[ 
https://issues.apache.org/jira/browse/AVRO-163?page=com.atlassian.jira.plugin.system.issuetabpanels:comment-tabpanel&focusedCommentId=12798901#action_12798901
 ] 

Doug Cutting commented on AVRO-163:
-----------------------------------

I didn't notice that the file you first pointed to was part of a larger demo 
tree.  That'd be a great thing to have for Avro, but I'm not sure what 
provisions you'd like for it in the directory organization.  Would you want 
each implementation to include the tutorial code within its tree, or would you 
prefer a top-level tutorial tree?  Either way, I don't see that it affects the 
current restructuring much.  Am I missing something?

> Each language Avro supports should be a separate package
> --------------------------------------------------------
>
>                 Key: AVRO-163
>                 URL: https://issues.apache.org/jira/browse/AVRO-163
>             Project: Avro
>          Issue Type: Improvement
>          Components: c, c++, java, python
>         Environment: We currently release Avro as a single monolithic tarball 
> with ant being used to build all the languages that Avro supports.
>            Reporter: Matt Massie
>            Assignee: Doug Cutting
>            Priority: Critical
>             Fix For: 1.3.0
>
>         Attachments: AVRO-163-cpp.patch, AVRO-163.patch, AVRO-163.patch, 
> AVRO-163.patch, AVRO-163.sh
>
>   Original Estimate: 8h
>  Remaining Estimate: 8h
>
> *Build Issue*
> While ant is used for building Java projects, it is almost never used to 
> build python, c++ or c projects.  C and C++ projects are often managed using 
> autotools while Python uses setuptools.  Forcing these languages to use a 
> foreign build system ('ant') is suboptimal and will cause us headaches as we 
> move forward.
> *Release issue*
> Releasing a single monolithic package forces users of one language to 
> download binary and source for all languages.  For example, at this time the 
> Avro C distribution is only 384K in size (built using autotools 'make 
> distcheck' target).  People interested in using the C implementation would be 
> forced to download a large monolithic tarball (currently 3.8 MB) that 
> includes dozens of third-party jar files for the Java implementation.  
> Furthermore, C users would be forced to use 'ant' as the top-level build 
> tool.  This monolithic approach would also prevent us from submitting Avro 
> for inclusion in Linux distribution yum/apt repositories as RPM and Debian 
> packages.  It's important to allow C/C++ code to have a pristine release 
> tarball on which to base Debian and RPM packaging.
> *Solution*
> Create top-level directories: 'java', 'python', 'c++ ' , 'c', 'shared' and 
> 'release'.  Each language directory would contain the source for that 
> language and use the build system natural for that language, e.g. ant, 
> autotools, setuptools, gem, etc.  The 'shared' directory would have, for 
> example, common test schema and data files for interoperability testing 
> between each language.  A simple top-level bash script would call into each 
> language to build a release package, documentation, etc. into the 'release' 
> directory.  Each Avro release would then be compromised of package(s) for 
> each language Avro supports, e.g. avro-java-1.2.3.tar.gz, 
> pyavro-1.2.3.tar.gz, avro-c++-1.2.3.tar.gz and avro-c-1.2.3.tar.gz.  Later 
> on, we'll also likely have libavro-devel-1.2.3-1.x86_64.rpm too.

-- 
This message is automatically generated by JIRA.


**WHAT TO WORK ON:** If a line below contains the string "group", return that line.

START DATASET RECORDS

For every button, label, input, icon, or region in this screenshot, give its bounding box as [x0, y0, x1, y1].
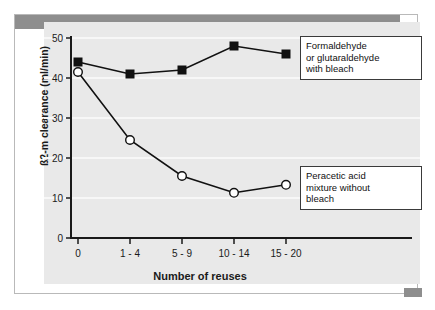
data-point-marker [74, 58, 82, 66]
data-point-marker [282, 50, 290, 58]
x-tick-label: 5 - 9 [172, 248, 192, 259]
y-tick-label: 10 [52, 193, 64, 204]
annotation-peracetic: Peracetic acid mixture without bleach [300, 166, 422, 210]
y-tick-label: 50 [52, 33, 64, 44]
x-tick-label: 15 - 20 [270, 248, 302, 259]
y-tick-label: 20 [52, 153, 64, 164]
series-group [74, 42, 291, 197]
y-tick-group: 01020304050 [52, 33, 71, 244]
data-point-marker [282, 181, 291, 190]
data-point-marker [74, 68, 83, 77]
data-point-marker [126, 136, 135, 145]
data-point-marker [126, 70, 134, 78]
y-tick-label: 40 [52, 73, 64, 84]
chart-figure: ß2-m clearance (ml/min) Number of reuses… [0, 0, 435, 310]
data-point-marker [178, 172, 187, 181]
y-tick-label: 0 [57, 233, 63, 244]
x-tick-label: 0 [75, 248, 81, 259]
x-tick-group: 01 - 45 - 910 - 1415 - 20 [75, 238, 302, 259]
y-tick-label: 30 [52, 113, 64, 124]
data-point-marker [178, 66, 186, 74]
data-point-marker [230, 42, 238, 50]
x-tick-label: 10 - 14 [218, 248, 250, 259]
x-tick-label: 1 - 4 [120, 248, 140, 259]
data-point-marker [230, 189, 239, 198]
annotation-formaldehyde: Formaldehyde or glutaraldehyde with blea… [300, 36, 422, 80]
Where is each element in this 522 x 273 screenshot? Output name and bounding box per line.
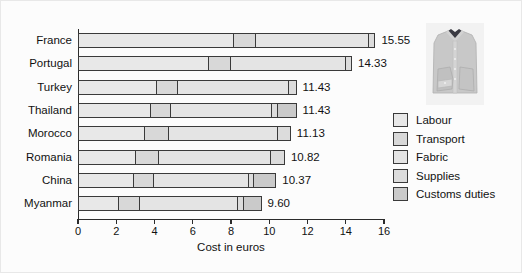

END DATASET RECORDS

**RESULT:**
series-group [74, 42, 291, 197]
y-tick-group: 01020304050 [52, 33, 71, 244]
x-tick-group: 01 - 45 - 910 - 1415 - 20 [75, 238, 302, 259]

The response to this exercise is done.